Information provided ->
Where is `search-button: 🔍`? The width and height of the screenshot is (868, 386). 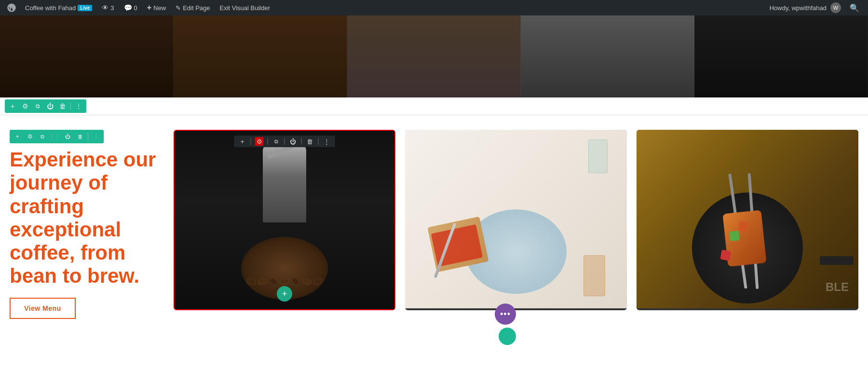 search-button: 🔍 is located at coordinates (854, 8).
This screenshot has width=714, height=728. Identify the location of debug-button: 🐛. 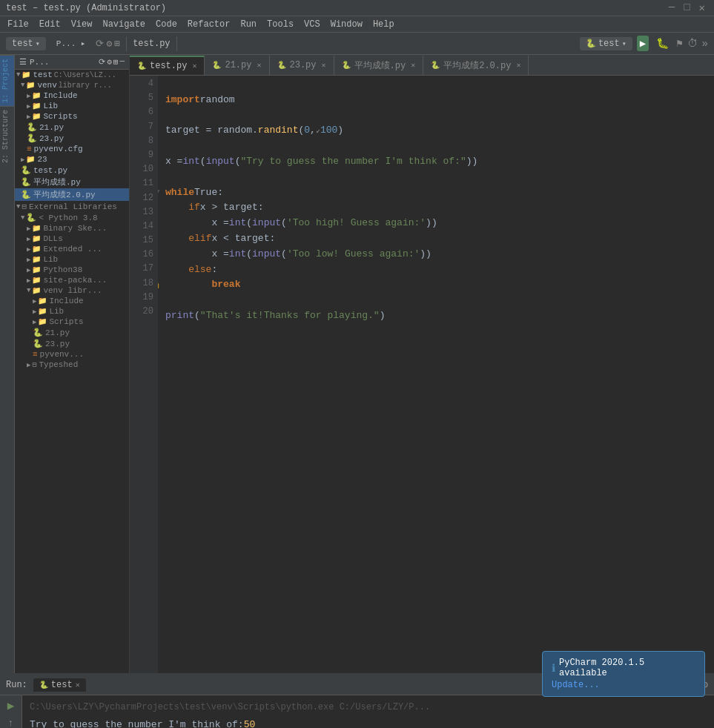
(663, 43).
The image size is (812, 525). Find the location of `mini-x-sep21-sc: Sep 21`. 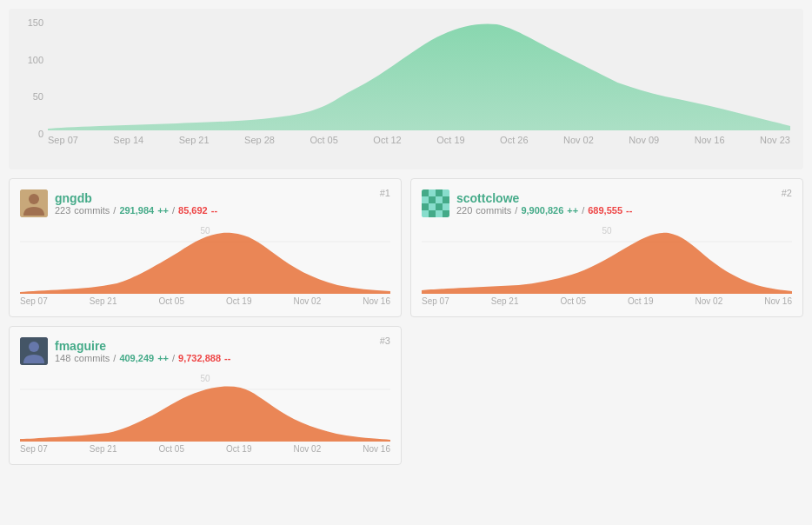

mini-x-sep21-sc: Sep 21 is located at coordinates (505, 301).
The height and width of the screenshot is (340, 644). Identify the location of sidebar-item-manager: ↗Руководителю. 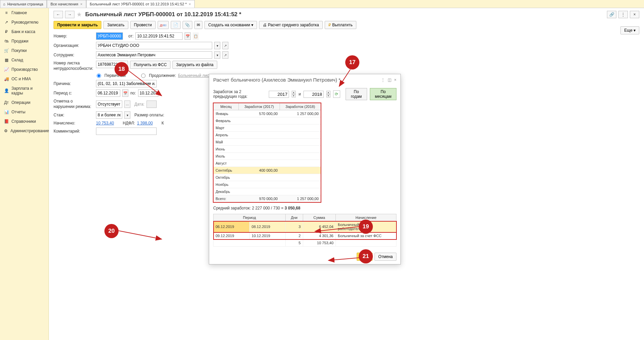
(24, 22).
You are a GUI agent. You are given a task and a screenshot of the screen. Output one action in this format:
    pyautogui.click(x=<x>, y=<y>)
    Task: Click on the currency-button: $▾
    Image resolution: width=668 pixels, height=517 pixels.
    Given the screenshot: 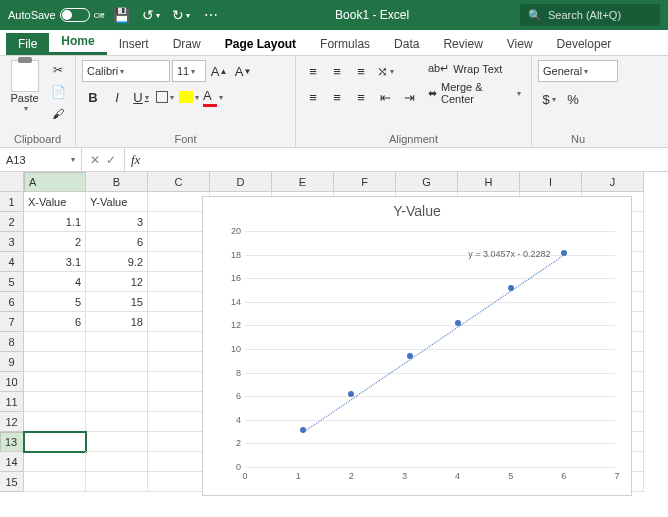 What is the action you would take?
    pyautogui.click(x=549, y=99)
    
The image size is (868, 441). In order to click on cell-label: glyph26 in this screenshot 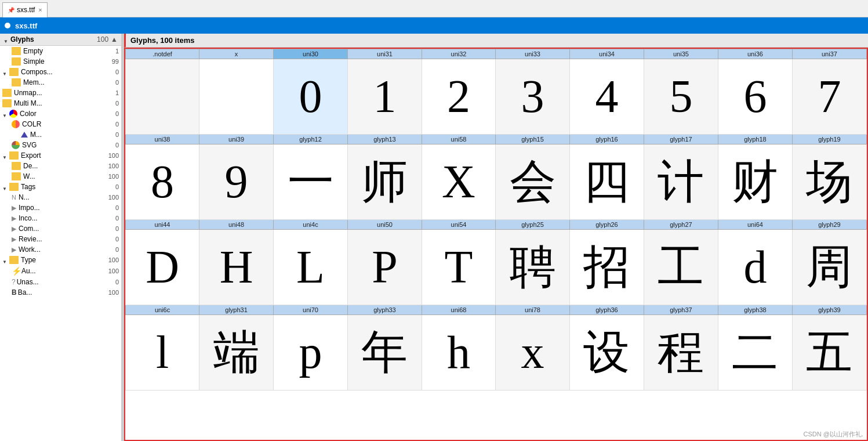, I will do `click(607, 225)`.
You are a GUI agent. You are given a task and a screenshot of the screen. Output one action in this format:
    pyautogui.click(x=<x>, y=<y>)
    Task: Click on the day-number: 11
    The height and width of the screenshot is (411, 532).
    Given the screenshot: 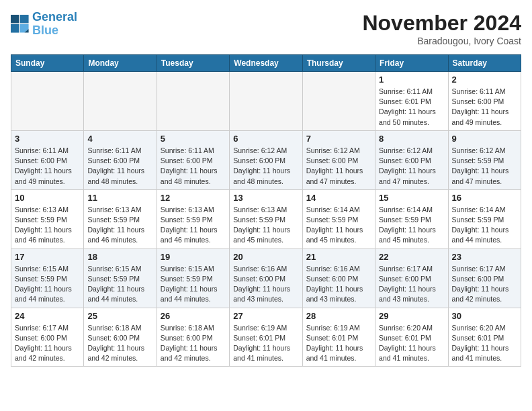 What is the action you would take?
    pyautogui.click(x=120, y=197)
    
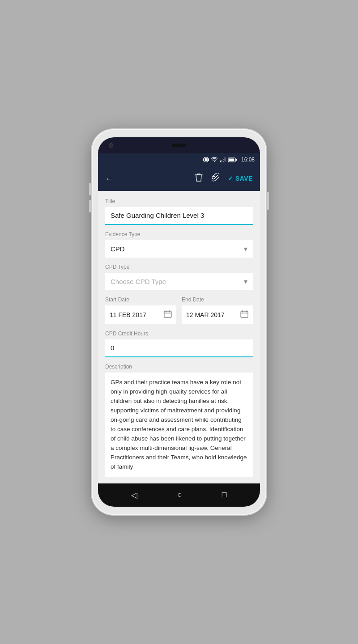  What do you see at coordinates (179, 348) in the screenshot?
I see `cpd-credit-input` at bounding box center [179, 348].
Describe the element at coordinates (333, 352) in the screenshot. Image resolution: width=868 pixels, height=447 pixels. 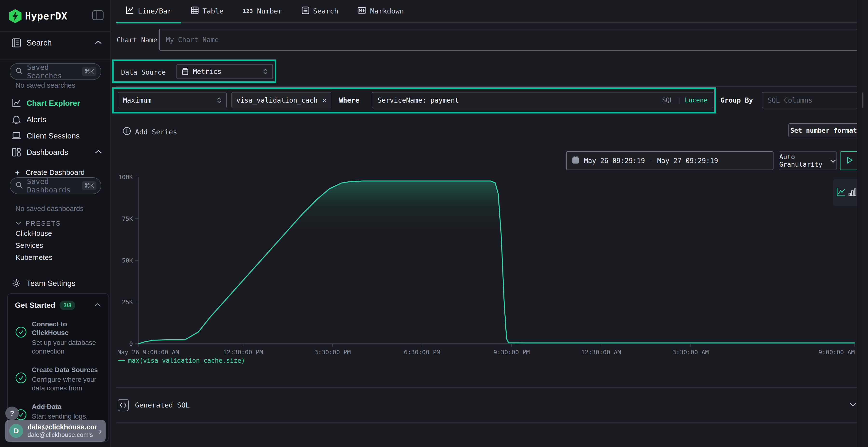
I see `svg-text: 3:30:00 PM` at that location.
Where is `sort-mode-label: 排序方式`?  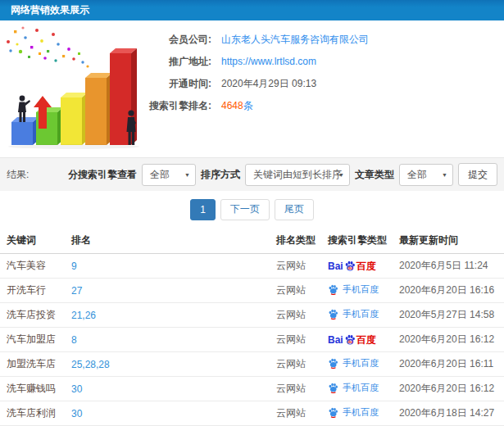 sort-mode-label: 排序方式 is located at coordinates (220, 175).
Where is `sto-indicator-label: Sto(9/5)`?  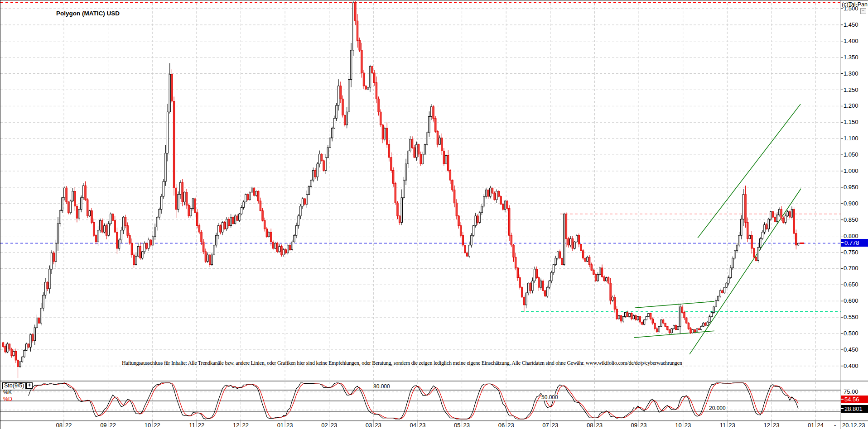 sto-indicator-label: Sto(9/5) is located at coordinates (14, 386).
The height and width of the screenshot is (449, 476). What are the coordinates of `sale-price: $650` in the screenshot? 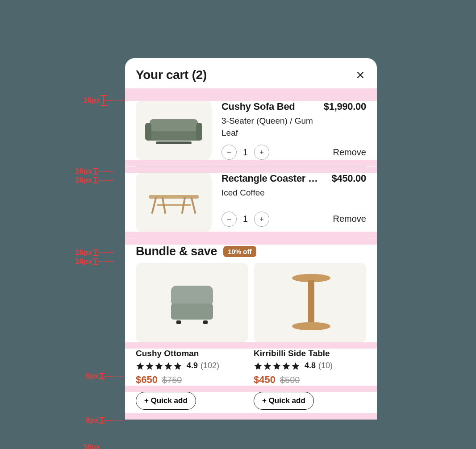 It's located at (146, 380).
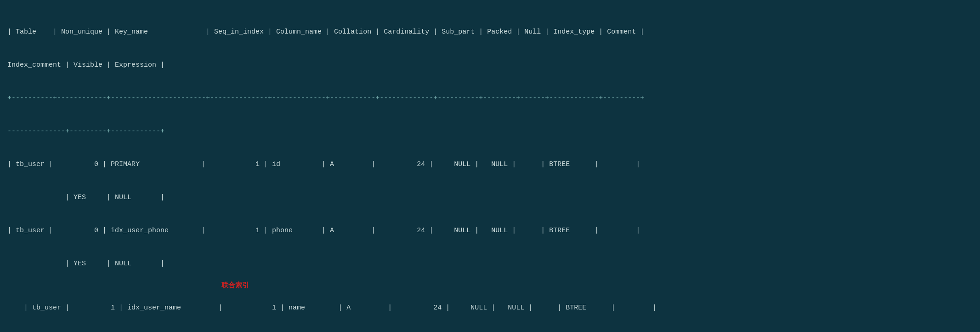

Exercise objective -> Word for word, restate the lines above from the one with "The height and width of the screenshot is (340, 644)." through the one with "Image resolution: width=668", keeping both ends and dropping the pictures.

Solution ->
The height and width of the screenshot is (340, 644). Identify the location of sidebar-item-manager: ↗Руководителю. 
(24, 22).
You are a GUI agent. You are given a task and a screenshot of the screen. Output one action in this format:
    pyautogui.click(x=<x>, y=<y>)
    Task: Click on the currency-button: $▾
    Image resolution: width=668 pixels, height=517 pixels.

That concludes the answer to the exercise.